Gray lunged over the gunwales and onto the deck.

He had no time to survey the double rows of guns, no time to admire the neat readiness in which she kept her vessel, no time to examine this singular little warship from up close, for at that moment his quarry came flying up from the hatch, a blunderbuss in her hands and pointed straight at him.

She fired.

The explosion blew the night apart, brilliant orange-and-blue flames roiling from the lock and a split-second later, the barrel. How she missed him at such close range Gray never knew, and he had no time to ponder it as he dived for cover, landed on his elbows, and crashed heavily against the stout carriage of a cannon. His mind screamed with pain, and then there was nothing but a horde of dark shapes above and around him, and an array of swords, rapiers, knives, and cutlasses all pointed at his heart. He rose up on one elbow, cursing under his breath, and supporting himself with one hand. Someone kicked him in the ribs; someone else slammed a foot into his shoulder and shoved him onto his stomach with enough force to knock the air from his lungs. A bare foot drove between his shoulder blades, and he heard the sounds of a gun being loaded, felt the cold press of its gaping mouth as the Pirate Queen jabbed the blunderbuss hard into his spine.

He let his forehead rest against the deck and shut his eyes, his lashes brushing the varnished planking.
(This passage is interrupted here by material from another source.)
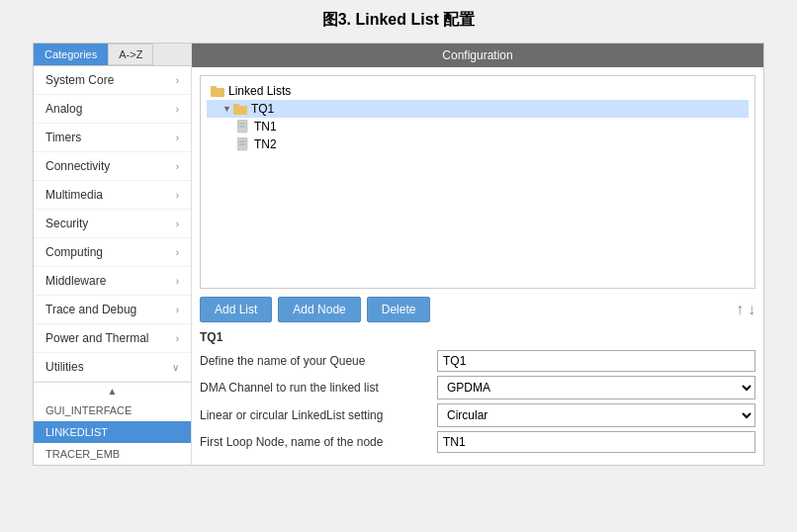 This screenshot has width=797, height=532. What do you see at coordinates (243, 144) in the screenshot?
I see `file-icon-tn2` at bounding box center [243, 144].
From above came an ominous click as she drew the weapon to half cock, and the tight,

choking sounds of her harsh breathing.

She brought the gun to full cock.

“Don’t, Maeve.” A voice said quietly. “You’ll regret it.”

“The only thing I regret, Orla, is—is—that I even l-let this d-d-dog near me.”

The blunderbuss was withdrawn. Another foot slammed into his ribs.

“Get up.”

Slowly, he did so, acutely aware of his own bare state. His ribs, his back, his elbow ached, but nothing could match the anguish in his heart over what he had done, what he had
had
to do.

A dozen angry women faced him, cutlasses drawn, pistols leveled, eyes fierce. Their bold

eyes raked his nakedness and dismissed it with contempt. He saw the small, spritely Irish woman with the elfin face shielding Maeve’s naked body with a piece of sailcloth.

Then the tall African stepped forward, majestic, fierce, angry. The others gathered behind her, watching her. Her skin was darker than the night, her eyes blazing. She let her gaze roam contemptuously over his nakedness, but he drew himself proudly up, refusing to quail beneath the savagery in her eyes.

“Whatever you did to her,” the woman said in a dark, ugly whisper, “believe me, you’ll pay for it. “ She jabbed a pistol into his chest and shoved him roughly toward the bow. “Move,” she ordered, with the authority of a general. Gray obeyed, aware of her eyes nailing him between his shoulders; he felt the press of her pistol in the small of his back and knew she would like nothing better than to blow his kidneys out. Had he gone too far in trying to enrage the pirate queen?

Would he pay for this with his life?

He walked toward the bow and when he could go no farther, paused, standing straight and

tall and silent.

He did not turn to face them.

“On your knees!”

Eyes straight ahead, he muttered, “Go to hell.”

Her booted foot drove into the back of his knees. He crumpled, falling against the windlass and gritting his teeth against the pain. One of the pirates held a cutlass against his throat, and unable to move, he could only lie helpless as they lashed him so tightly to one of the bow chasers that blood rose from his wrists and trickled down his arms. Someone hurled his clothing, picked up from the beach, at him. Then they stood back, and Gray, grimacing in pain, looked up to see the Pirate Queen standing above him.